Is that really all that revolutionary? Hard to say.

Constellation Research analyst R. Ray Wang, in an article we wrote about Salesforce’s BeyondCore acquisition last week, told us Benioff likes to raise his Total Addressable Market size (TAM) before Dreamforce. “Last year was (the Internet of Things) IoT, the year before it was big data and analytics. The year before, customer experience and customer success. This year, it’s AI for him. These series of acquisitions are to have him catch up on AI,” he said.

The acquisitions in question include RelateIQ, which combines CRM with data science, smart calendar app Tempo AI, MinHash, which offers assistive intelligence and data science for enterprises, PredictionIO for machine learning and MetaMind for deep learning.

Salesforce Needed AWS

But software only goes so far. To crunch big data in real time and to apply machine learning to get AI, you need massive compute or a powerful cloud. That’s why Salesforce expanded its strategic relationship with Amazon earlier this summer and made Amazon Web Services (AWS) the company’s preferred public cloud infrastructure provider, according to Constellation Research analyst Holger Mueller.

“Salesforce cannot run any kind of modern machine learning architecture in house on its Force.com infrastructure. It needs AWS for that,” he said. “Or a completely different new platform architecture”

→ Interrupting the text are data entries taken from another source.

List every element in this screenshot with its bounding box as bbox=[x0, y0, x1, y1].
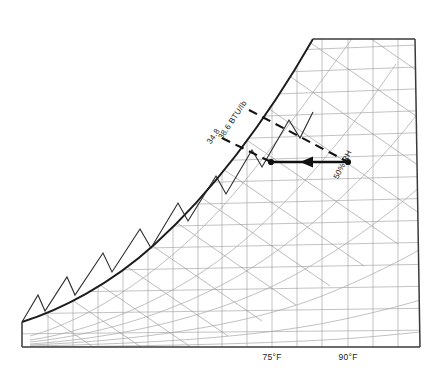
enthalpy-construction-lines bbox=[222, 110, 348, 162]
dry-bulb-gridlines bbox=[48, 0, 398, 347]
chart-boundary bbox=[22, 39, 420, 347]
state-point-left bbox=[268, 159, 274, 165]
relative-humidity-curves bbox=[30, 39, 442, 347]
enthalpy-high-label: 38.6 BTU/lb bbox=[216, 99, 249, 141]
relative-humidity-label: 50% RH bbox=[332, 149, 354, 181]
psychrometric-chart-container: 38.6 BTU/lb 34.8 50% RH 75°F 90°F bbox=[0, 0, 442, 374]
humidity-ratio-gridlines bbox=[0, 44, 442, 334]
x-tick-label-75f: 75°F bbox=[262, 352, 281, 362]
x-tick-label-90f: 90°F bbox=[338, 352, 357, 362]
psychrometric-chart: 38.6 BTU/lb 34.8 50% RH 75°F 90°F bbox=[0, 0, 442, 374]
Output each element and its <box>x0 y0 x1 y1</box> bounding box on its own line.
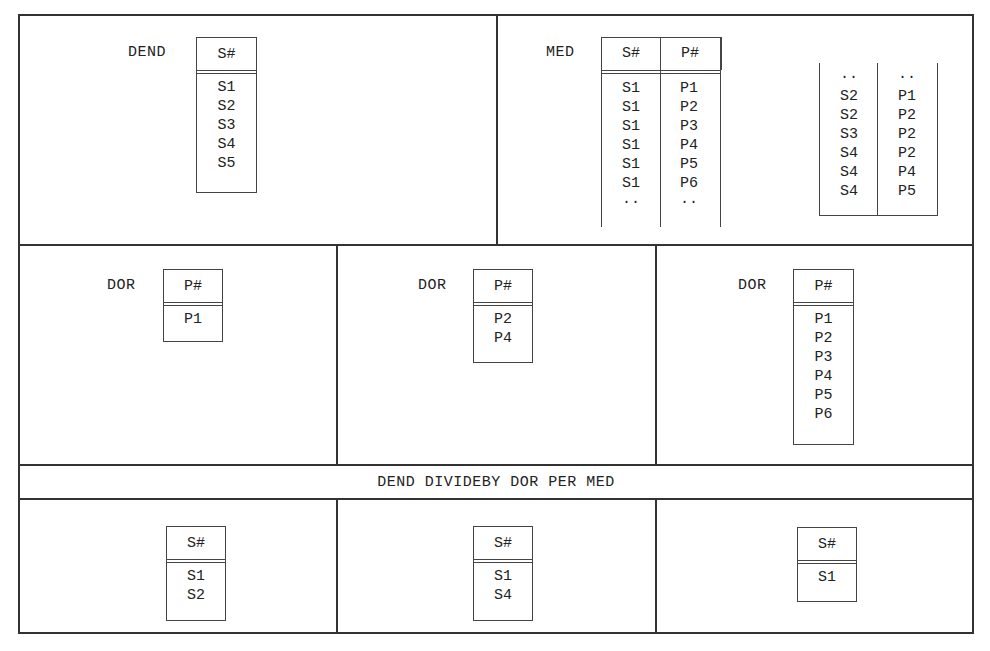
med-cell: S1 <box>602 117 660 136</box>
dor-header-3: P# <box>794 270 853 306</box>
med-header-p: P# <box>661 44 719 63</box>
result-relation-2: S# S1S4 <box>473 526 533 621</box>
dor-row: P1 <box>794 310 853 329</box>
dor-row: P2 <box>474 310 532 329</box>
divider-mid-col2 <box>655 244 657 465</box>
med-relation-part2: ····S2P1S2P2S3P2S4P2S4P4S4P5 <box>819 63 938 216</box>
dor-header-2: P# <box>474 270 532 306</box>
dor-label-3: DOR <box>738 277 767 295</box>
med-cell: P1 <box>660 79 718 98</box>
med-cell: S2 <box>820 106 878 125</box>
med-cell: S1 <box>602 155 660 174</box>
dend-row: S3 <box>197 116 256 135</box>
dor-label-1: DOR <box>107 277 136 295</box>
med-header-s: S# <box>602 44 660 63</box>
med-cell: S4 <box>820 144 878 163</box>
med-cell: S1 <box>602 174 660 193</box>
dor-row: P6 <box>794 405 853 424</box>
med-cell: P4 <box>660 136 718 155</box>
dor-relation-2: P# P2P4 <box>473 269 533 363</box>
result-row: S1 <box>167 567 225 586</box>
dend-row: S4 <box>197 135 256 154</box>
dend-row: S2 <box>197 97 256 116</box>
med-cell: ·· <box>602 193 660 212</box>
result-row: S1 <box>798 568 856 587</box>
med-relation-part1: S# P# S1P1S1P2S1P3S1P4S1P5S1P6···· <box>601 37 721 227</box>
dend-relation: S# S1S2S3S4S5 <box>196 37 257 193</box>
med-cell: P2 <box>660 98 718 117</box>
dor-relation-3: P# P1P2P3P4P5P6 <box>793 269 854 445</box>
med-cell: ·· <box>878 68 936 87</box>
med-label: MED <box>546 44 575 62</box>
result-row: S1 <box>474 567 532 586</box>
med-cell: P2 <box>878 125 936 144</box>
med-cell: ·· <box>660 193 718 212</box>
result-relation-1: S# S1S2 <box>166 526 226 621</box>
med-cell: P5 <box>660 155 718 174</box>
dor-relation-1: P# P1 <box>163 269 223 342</box>
med-cell: P2 <box>878 106 936 125</box>
med-cell: P2 <box>878 144 936 163</box>
result-header-3: S# <box>798 528 856 564</box>
division-expression: DEND DIVIDEBY DOR PER MED <box>20 466 972 499</box>
divider-top-col <box>496 14 498 245</box>
dor-header-1: P# <box>164 270 222 306</box>
result-row: S2 <box>167 586 225 605</box>
dend-label: DEND <box>128 44 166 62</box>
med-cell: S1 <box>602 79 660 98</box>
med-cell: S1 <box>602 136 660 155</box>
dor-row: P4 <box>474 329 532 348</box>
result-relation-3: S# S1 <box>797 527 857 602</box>
med-cell: S3 <box>820 125 878 144</box>
med-cell: P1 <box>878 87 936 106</box>
med-cell: P6 <box>660 174 718 193</box>
dend-row: S1 <box>197 78 256 97</box>
result-row: S4 <box>474 586 532 605</box>
med-cell: S4 <box>820 182 878 201</box>
dor-label-2: DOR <box>418 277 447 295</box>
dor-row: P3 <box>794 348 853 367</box>
med-cell: P5 <box>878 182 936 201</box>
med-cell: ·· <box>820 68 878 87</box>
med-cell: S1 <box>602 98 660 117</box>
dend-row: S5 <box>197 154 256 173</box>
med-cell: S2 <box>820 87 878 106</box>
dor-row: P2 <box>794 329 853 348</box>
divider-bot-col2 <box>655 498 657 634</box>
dend-header: S# <box>197 38 256 74</box>
divider-mid-col1 <box>336 244 338 465</box>
med-cell: P4 <box>878 163 936 182</box>
dor-row: P1 <box>164 310 222 329</box>
dor-row: P5 <box>794 386 853 405</box>
dor-row: P4 <box>794 367 853 386</box>
result-header-2: S# <box>474 527 532 563</box>
divider-bot-col1 <box>336 498 338 634</box>
result-header-1: S# <box>167 527 225 563</box>
med-cell: S4 <box>820 163 878 182</box>
med-cell: P3 <box>660 117 718 136</box>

AI is more complicated than software and cloud, Wang explained, noting that there are seven components: massive compute power, natural UI/UX, time, industry specific expertise, large corpus of recommendation engines and awesome math talent.

IBM, OpenText, SugarCRM, Microsoft … One Big AI Party

Benioff is hardly the only tech executive who thinks AI will change the world. There’s IBM CEO Ginni Rometty with Watson, OpenText CEO Mark Barrenechea with OpenText Magellan, SugarCRM CEO Larry Augustin with SugarCRM Intelligent Agent Candace, Microsoft CEO Satya Nadella with Bing-powered Cortana …

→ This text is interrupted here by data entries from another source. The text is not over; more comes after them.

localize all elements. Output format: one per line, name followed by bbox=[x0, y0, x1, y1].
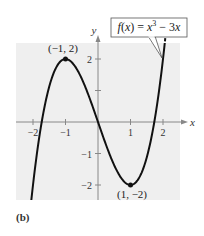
x-axis-arrow-icon bbox=[181, 120, 188, 125]
panel-label: (b) bbox=[16, 211, 29, 223]
max-point-label: (−1, 2) bbox=[48, 42, 78, 55]
min-point-label: (1, −2) bbox=[117, 188, 147, 201]
y-axis-arrow-icon bbox=[96, 35, 101, 42]
y-tick-label: 2 bbox=[87, 54, 92, 65]
function-graph: x y −2−112 −2−12 (−1, 2) (1, −2) f(x) = … bbox=[0, 0, 204, 236]
y-axis-label: y bbox=[91, 24, 97, 36]
x-tick-label: −1 bbox=[60, 127, 71, 138]
y-tick-label: −2 bbox=[81, 180, 92, 191]
min-point bbox=[128, 183, 133, 188]
x-axis-label: x bbox=[189, 116, 195, 128]
x-tick-label: −2 bbox=[28, 127, 39, 138]
max-point bbox=[63, 57, 68, 62]
function-label: f(x) = x3 − 3x bbox=[118, 19, 182, 34]
x-tick-label: 1 bbox=[128, 127, 133, 138]
y-tick-label: −1 bbox=[81, 149, 92, 160]
x-tick-label: 2 bbox=[161, 127, 166, 138]
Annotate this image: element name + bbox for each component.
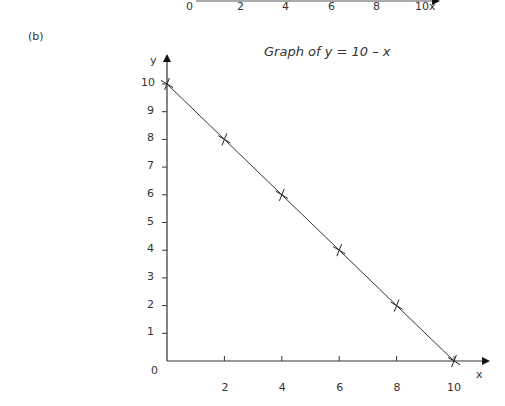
x-tick-label: 4: [279, 381, 286, 394]
y-tick-label: 6: [147, 187, 154, 200]
series-line: [167, 84, 454, 361]
x-tick-label: 8: [394, 381, 401, 394]
y-tick-label: 1: [147, 325, 154, 338]
origin-label: 0: [151, 364, 158, 377]
x-tick-label: 6: [336, 381, 343, 394]
y-axis-label: y: [150, 54, 157, 67]
y-axis-arrow: [163, 54, 171, 62]
chart-plot: [0, 0, 505, 406]
y-tick-label: 2: [147, 298, 154, 311]
y-tick-label: 8: [147, 131, 154, 144]
x-axis-arrow: [482, 357, 490, 365]
y-tick-label: 3: [147, 270, 154, 283]
x-axis-label: x: [476, 368, 483, 381]
x-tick-label: 2: [221, 381, 228, 394]
y-tick-label: 10: [141, 76, 155, 89]
y-tick-label: 7: [147, 159, 154, 172]
y-tick-label: 4: [147, 242, 154, 255]
x-tick-label: 10: [447, 381, 461, 394]
y-tick-label: 9: [147, 104, 154, 117]
y-tick-label: 5: [147, 215, 154, 228]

But as Constellation Research analyst Alan Lepofsky reminded CMSWire, “Conference season is only beginning.” 

After VMworld next week, there will be Teradata Partners, BoxWorks, Microsoft Ignite, Oracle Open World, Dreamforce and SAP Tech Ed. Expect AI to be a hot topic.

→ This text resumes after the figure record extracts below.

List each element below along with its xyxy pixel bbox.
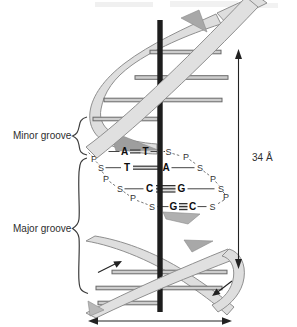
- base-adenine: A: [162, 162, 169, 173]
- lower-helix-front-ribbon: [86, 249, 244, 318]
- rise-dimension-arrow: 34 Å: [235, 49, 273, 269]
- base-adenine: A: [121, 146, 128, 157]
- backbone-dashes-right: [173, 154, 226, 205]
- helix-axis-rod: [157, 20, 162, 312]
- arrowhead-left: [88, 317, 98, 324]
- minor-groove-annotation: Minor groove: [13, 117, 87, 155]
- major-groove-brace: [73, 158, 89, 294]
- base-cytosine: C: [146, 183, 153, 194]
- minor-groove-brace: [73, 117, 88, 155]
- minor-groove-label: Minor groove: [13, 130, 72, 141]
- twist-shade-wedge: [184, 240, 213, 252]
- base-thymine: T: [124, 162, 130, 173]
- base-guanine: G: [178, 183, 186, 194]
- base-thymine: T: [142, 146, 148, 157]
- dna-double-helix-figure: P S P S P S S P S P S P S A T T A C G G …: [0, 0, 297, 327]
- sugar-label: S: [117, 184, 123, 194]
- width-dimension-arrow: [88, 317, 232, 324]
- phosphate-label: P: [223, 192, 229, 202]
- phosphate-label: P: [210, 174, 216, 184]
- phosphate-label: P: [130, 193, 136, 203]
- arrowhead-right: [222, 317, 232, 324]
- major-groove-label: Major groove: [13, 223, 72, 234]
- twist-shade-wedge: [163, 212, 200, 224]
- sugar-label: S: [197, 163, 203, 173]
- sugar-label: S: [149, 202, 155, 212]
- base-cytosine: C: [189, 201, 196, 212]
- sugar-label: S: [98, 163, 104, 173]
- backbone-dashes-left: [89, 153, 148, 205]
- base-pair-row: [158, 204, 207, 210]
- rise-label: 34 Å: [252, 151, 273, 163]
- base-guanine: G: [170, 201, 178, 212]
- major-groove-annotation: Major groove: [13, 158, 88, 294]
- sugar-label: S: [165, 147, 171, 157]
- phosphate-label: P: [103, 174, 109, 184]
- sugar-label: S: [209, 202, 215, 212]
- base-pair-row: [125, 186, 215, 192]
- base-pair-row: [106, 166, 195, 169]
- arrowhead-up: [235, 49, 242, 59]
- phosphate-label: P: [183, 152, 189, 162]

And there’s something far more important, beyond AI, so don’t get bound up in the technology, warned Lepofsky.

“To turn the hype of artificial intelligence into reality we need to focus on explaining what it means to employees using the software. The only people that care about the details of the technology are those making a vendor selection and perhaps developers choosing a platform,” he said. 

“For end users, the benefit is to simplify the way they get their jobs done. AI can help with things like automating repetitive or mundane tasks and filtering information to provide only what they need to see in context of what they’re doing.”

Needless to say, we’ll hear a lot more.